Brunelleschi built on the existing design and functional traditions of Florence when designing the Ospedale degli Innocenti, with the most obvious inspiration coming from Florence’s Ospedale di Mateo, built at the end of the 14th Century. Impressively Brunelleschi incorporated and improved upon all of the functionality present in the Ospedale di Mateo, while giving the Ospedale degli Innocenti a unique identity rooted in the Renaissance philosophy. While the loggia serves as a monumental statement piece of the Ospedale, the interior serves all the different functions required by its inhabitants. What’s more, it incorporates the concept of cloisters into its design well past the principle of separation. Brunelleschi’s designs create an interior cloister that is cut off from every other part of Florence so that no exterior building can be seen from inside, no matter the angle one stands at. This artificial feeling of tranquility and isolation in the middle of a major city reflected the dual nature of the Renaissance itself, focused not only on functional rationalism, but on perfect form and idealized aesthetics.

Pienza

The Renaissance harmony found in Piazza Santissima Annunziata was not unique to one Piazza though. In fact, an entire city was able to accomplish this feat, the city of Pienza. Designed by Pope Pius and his architect Bernardo Rossellino, Pienza is the embodiment of Renaissance architecture, with around forty significant buildings being designed and constructed between 1459 and 1464. The city is designed around the central Piazza Pio Il, with all the buildings bearing specific features to link them together. As composer uses leitmotifs to build connective tissue between movements of a symphony, so to did Pope Pius and Rossellino use features like cross windows, doorframes, and pilasters to create a city united in its Renaissance identity. The piazza itself is designed with the humanist and commercial priorities of the Renaissance in mind, with broad streets and many entrances, making it easy for vendors and customers to come and go as they please. From the Piazza Pio Il outward, Pienza was rebuilt as the architectural embodiment of Renaissance principles.

Conclusion

One of the defining characteristics of Italy will always be its arts, and the architecture of the Renaissance is no exception. The buildings and city-planning perfectly reflected the humanist, rationalist priorities of philosophers, artists, and politicians of the time, and by extent the overall culture of Italy. These grand traditions have certainly carried into the modern day, and informed Italian culture in a way that not many other nations have been affected by their own past. Perhaps more so than any other people, to understand where they are and where they will go, it is most important to look at Italy’s past, both architecturally and otherwise.

Resources

Argan, G.C. “The Architecture of Brunelleschi and the Origins of the Perspective Theory in the Fifteenth Century.” Journal of the Warburg and Courtauld Institutes, vol. 9, 1946, pp. 96–121.

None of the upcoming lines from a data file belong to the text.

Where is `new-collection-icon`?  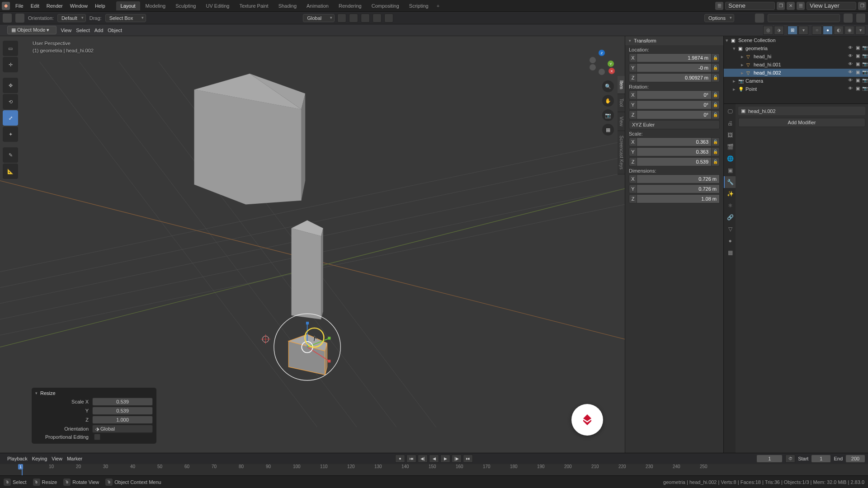 new-collection-icon is located at coordinates (861, 18).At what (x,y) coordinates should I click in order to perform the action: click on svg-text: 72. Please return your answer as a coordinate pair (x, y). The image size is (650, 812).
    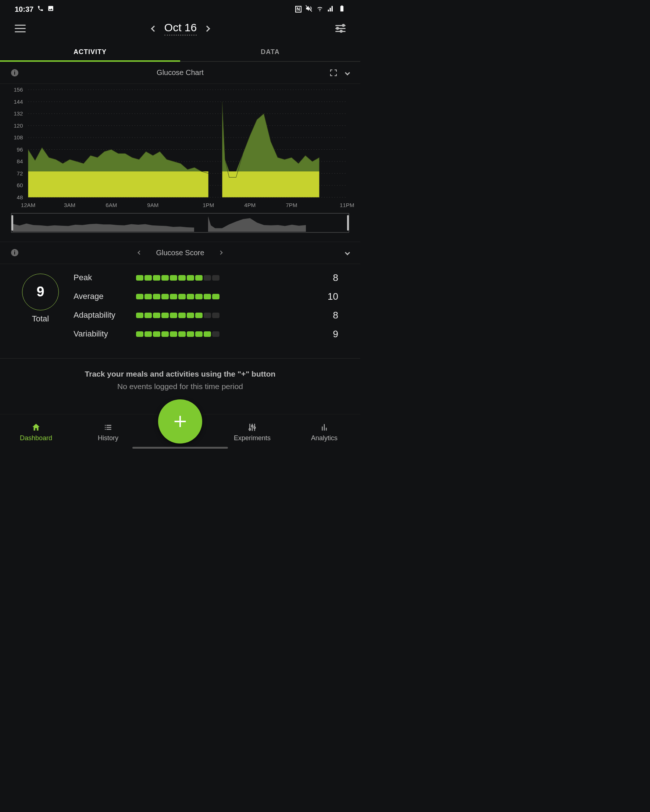
    Looking at the image, I should click on (20, 173).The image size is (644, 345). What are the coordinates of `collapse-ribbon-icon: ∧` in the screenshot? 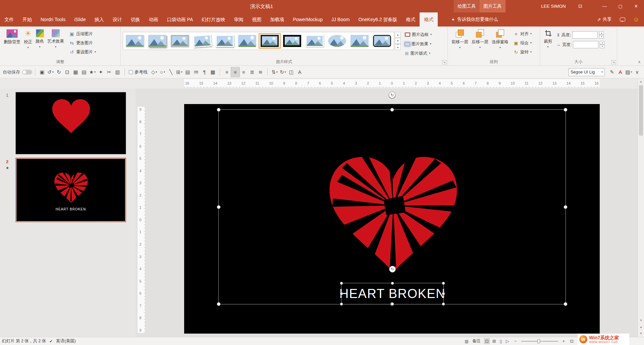 It's located at (639, 62).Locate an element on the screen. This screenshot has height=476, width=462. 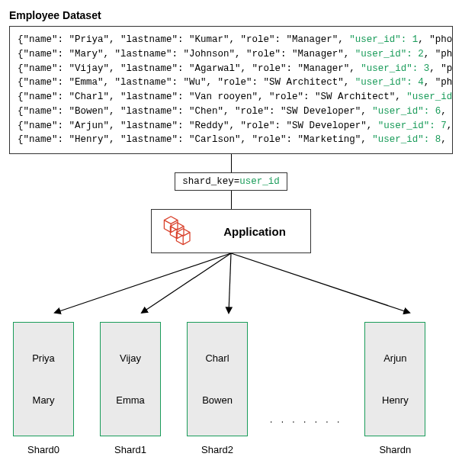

Bohn, B., Saslow, James M, ProQuest, & Ebrary, Inc. (2013). A Companion to Renaissance and Baroque Art.

Friedman, D., & American Council of Learned Societies. (1988). Florentine New Towns : Urban Design in the Late Middle Ages.

Gromort, Georges. Italian Renaissance Architecture; a Short Historical and Descriptive Account, with a Series of 110 Photographs and Measured Drawings, and 45 Illustrations in the Text, Translated from the French by George F. Waters. A. Vincent, 1922, 1922.

Mack, Charles Randall. “Pienza as an Urban Statement.” Pienza. Cornell University Press, 2019. 156-164.